In his first formal speech, the new American Ambassador Louis Susman, speaking to the Pilgrims Society last November, observed how strong our two nations' ties are. He pointed out the basis of the special relationship, a term coined by Winston Churchill, is constitutional and legal, going back to the Magna Carta, perhaps better known and better respected there than here.

Financial ties are strong: the US and the UK are each other's largest investor country. A strong case for the special relationship is linguistic: we may be separated by a single language, but it is a single language. It is cultural: we are each other's biggest market for TV and cinema production and distribution; auction houses here are also there; exchanges of theatre, opera, classical and rock concerts take place regularly.

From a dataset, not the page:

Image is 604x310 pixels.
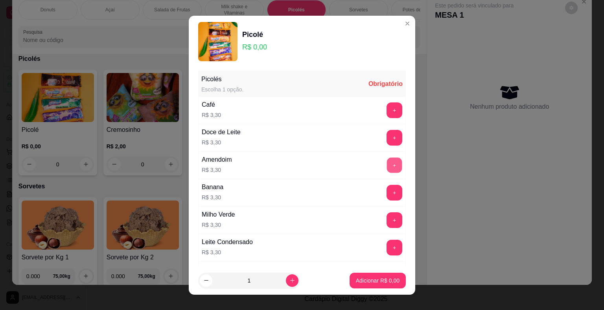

We take a keen interest in each others' political, military and cultural histories. Who here wasn't interested in the last US presidential election? In education, the most sought-after educational exchanges of both students and faculty are US to UK and UK to US. Britain's top military and naval officers all endorse the importance of the special relationship. The exchange of information in the intelligence communities is unique. The two countries' nuclear scientists work together harmoniously and continuously. Every year between 12,000 and 15,000 American senior civil servants, politicians and members of the American judiciary visit their opposite numbers in Britain, no other country comes close.

Of course each country work in its own interests, but more often than not, America's interests converge with Britain's, and Britain's with America.

To quote ambassador Susman, "Over the last few months there has been comment in some circles that the special relationship between our countries has diminished. Anyone who accepts that analysis is wrong and is ignoring the lessons of history. In war and peace, in prosperity and in times of economic hardship, America has no better friend and no more dependable ally than the United Kingdom."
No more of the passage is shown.